No, I’d want my classifier to be unchanged by garbage words added. It likely will be, but that impact is a bug not a feature.
Prompt injection is about making the model do something else then specified.
Adding words to the text to break the algorithm which does the NLP is more along the lines of providing 1 in a boolean field to break the system.
And that's generally something you can mitigate to some degree via heuristics and sanity checking. Doing the same for LLMs is essentially impossible, because it's an effective black box, so you cannot determine the error scenarios and add some mitigations
If you don’t think this happens for simpler methods you’ve never deployed them. It’s the exact same problem on a classifier. Have you actually worked with these and are we discussing real world cases?
I guess it depends on how you use the LLMs. We implemented some workflows where the LLMs were used only for dialogue understanding, then the system response was generated by classic backend code.
AI doing playtests is an idea I've been thinking about too. The question I can't quite answer is: how do you know the AI play-tester can predict what users find fun? How well does it represent the different kinds of users?
Evidence for safe and fair AI systems is possible as long as you define what "safe" and "fair" mean for your usecase. Fairness might look like "no cohort has >5% higher false positive rate than another" and safety might mean "the model must have a false negative rate of less than 15%". Safety more so encompasses the workflows around the model, including human intervention, auditing, monitoring, etc.
This is cool, but I’m a little skeptical.
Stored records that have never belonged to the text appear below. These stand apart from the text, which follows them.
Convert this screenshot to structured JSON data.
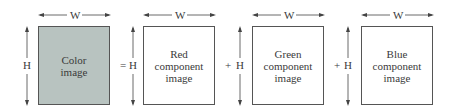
{
  "diagram": {
    "width_label": "W",
    "height_label": "H",
    "operators": [
      "=",
      "+",
      "+"
    ],
    "panels": [
      {
        "label_lines": [
          "Color",
          "image"
        ],
        "fill": "#b8c3c0"
      },
      {
        "label_lines": [
          "Red",
          "component",
          "image"
        ],
        "fill": "#ffffff"
      },
      {
        "label_lines": [
          "Green",
          "component",
          "image"
        ],
        "fill": "#ffffff"
      },
      {
        "label_lines": [
          "Blue",
          "component",
          "image"
        ],
        "fill": "#ffffff"
      }
    ]
  }
}
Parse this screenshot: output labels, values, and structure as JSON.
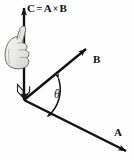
{
  "figure": {
    "background_color": "#fefefe",
    "ink_color": "#111111",
    "hand_fill_color": "#e9e9e7",
    "hand_outline_color": "#555555"
  },
  "labels": {
    "result_vector": "C",
    "equals": "=",
    "first_vector": "A",
    "cross_symbol": "×",
    "second_vector": "B",
    "equation": "C = A × B",
    "vector_b": "B",
    "vector_a": "A",
    "angle": "θ"
  },
  "elements": {
    "c_axis_name": "vertical vector C arrow",
    "b_axis_name": "vector B arrow",
    "a_axis_name": "vector A arrow",
    "angle_arc_name": "angle theta arc between A and B",
    "hand_name": "right hand thumb up illustration",
    "curl_name": "curl arrow at origin of C axis"
  },
  "geometry": {
    "origin": {
      "x": 24,
      "y": 100
    },
    "c_tip": {
      "x": 24,
      "y": 3
    },
    "b_tip": {
      "x": 90,
      "y": 46
    },
    "a_tip": {
      "x": 130,
      "y": 154
    }
  }
}
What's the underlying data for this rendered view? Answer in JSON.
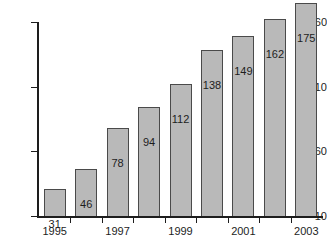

If Parachute uses AI agents to evaluate other models, who’s evaluating the AI agents? It’s hard to imagine it’s safe to entrust model validation and bias assessments to an automated system, especially in healthcare. Validating clinical AI is pretty complex between finding the right data, ensure event timings are accurate, simulating the model, etc. That’s why I’m guessing Parachute is a little less automated than the landing page makes it out to be, which is maybe a good thing. Regardless, this is cool. Hope you make AI in healthcare more safe.
That’s a great point. We don’t use AI agents to grade other models. Instead, we run in-house evaluations tailored to each category of clinical AI, giving hospitals an apples-to-apples comparison between similar vendors.
This line of thinking always leaves me confused about other peoples experience in the Pre-AI world. People and systems around me fail all the time because evaluation fails. Yes, the failure modes are different but I don't consider them favorable without AI. In fact, I consider that they are better.
Please don't make this mistake of thinking "aha, but you see, a human intervened!" This will never happen in the real world for the vast majority of humans in a similar scenario.
I'm afraid I don't quite understand your point. What line of thinking are you referencing? Also risk scores and algorithms have been used in medicine for over 50 years, so evaluating them isn't anything new.
> This is cool, but I’m a little skeptical. If Parachute uses AI agents to evaluate other models, who’s evaluating the AI agents?
Usually you can run human-in-the-loop spot checks to ensure that there's parity between your LLM evaluators and the equivalent specialist human evaluator.
Is anyone else sick of hearing "AI agent"? I can't fully explain the feeling, but it's nauseating. Y Combinator is probably the worst culprit in using it, especially on their YouTube channel.
Nope. It is the same as getting sick of hearing "new JS framework" before there was a real new JS framework fatigue. Or: get used, it's just the beginning.